Editors at National Review Online assess President Donald Trump’s legal arguments supporting his tariffs.

The Supreme Court on Wednesday heard arguments in two cases challenging Donald Trump’s “emergency” tariffs imposed under the International Emergency Economic Powers Act of 1977 (IEEPA). Three categories of tariffs are at issue: the worldwide 10 percent tariff, the retaliatory “liberation day” tariffs aimed at closing trade deficits in goods, and tariffs on Mexico, Canada, and China that aim to retaliate for fentanyl trafficking. Solicitor General John Sauer faced some hard questioning, and rightly so.

The Court should rule that the congressional power to tax — the very core of the Article I power of the legislature — cannot be delegated without clear and unambiguous statutory language and identifiable limiting principles.

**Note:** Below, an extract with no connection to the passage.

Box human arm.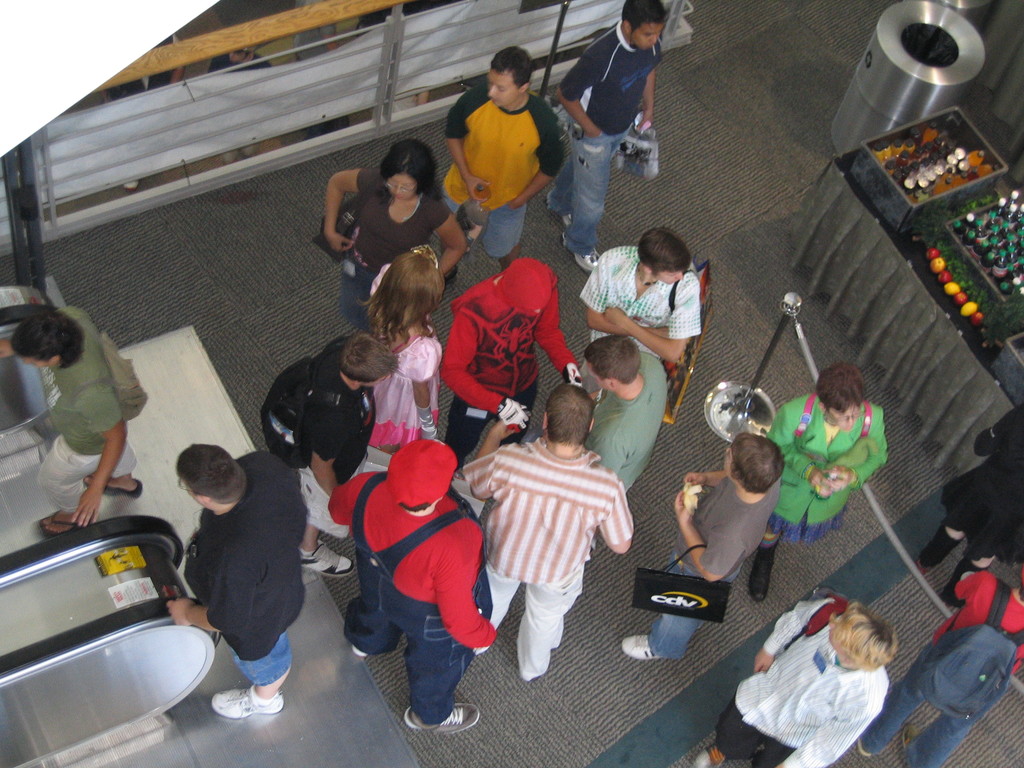
bbox(767, 399, 837, 500).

IEEPA has nothing of the sort. It never mentions tariffs, taxes, or any synonym for them. No prior president has argued that IEEPA authorizes tariffs. The most that IEEPA says is that the president may “regulate” the “importation or exportation” of foreign goods during a non-wartime emergency. Broader powers are granted during wartime, when presidents may have more sweeping Article II authority of their own, but Sauer rightly conceded that the administration does not claim that presidents have any inherent authority to impose tariffs in peacetime. What they have must come from a statute.

Moreover, many other statutes do grant tariff-related powers to the president — but are much more carefully limited in doing so. Trump reached for IEEPA precisely so that he could circumvent all of those constraints while invoking an open-ended “emergency” that courts would be hesitant to review. That is precisely the sort of too-clever-by-half exploitation of vague-at-best statutory language that the Court has regularly rejected. As Justice Elena Kagan asked, if IEEPA’s powers are so broad, why would any president ever bother invoking any of the other statutory tools? Justice Samuel Alito expressed frustration that Trump had not cited other arguable sources of tariff authority, but it is not the Court’s job to opine on powers that the president has not invoked.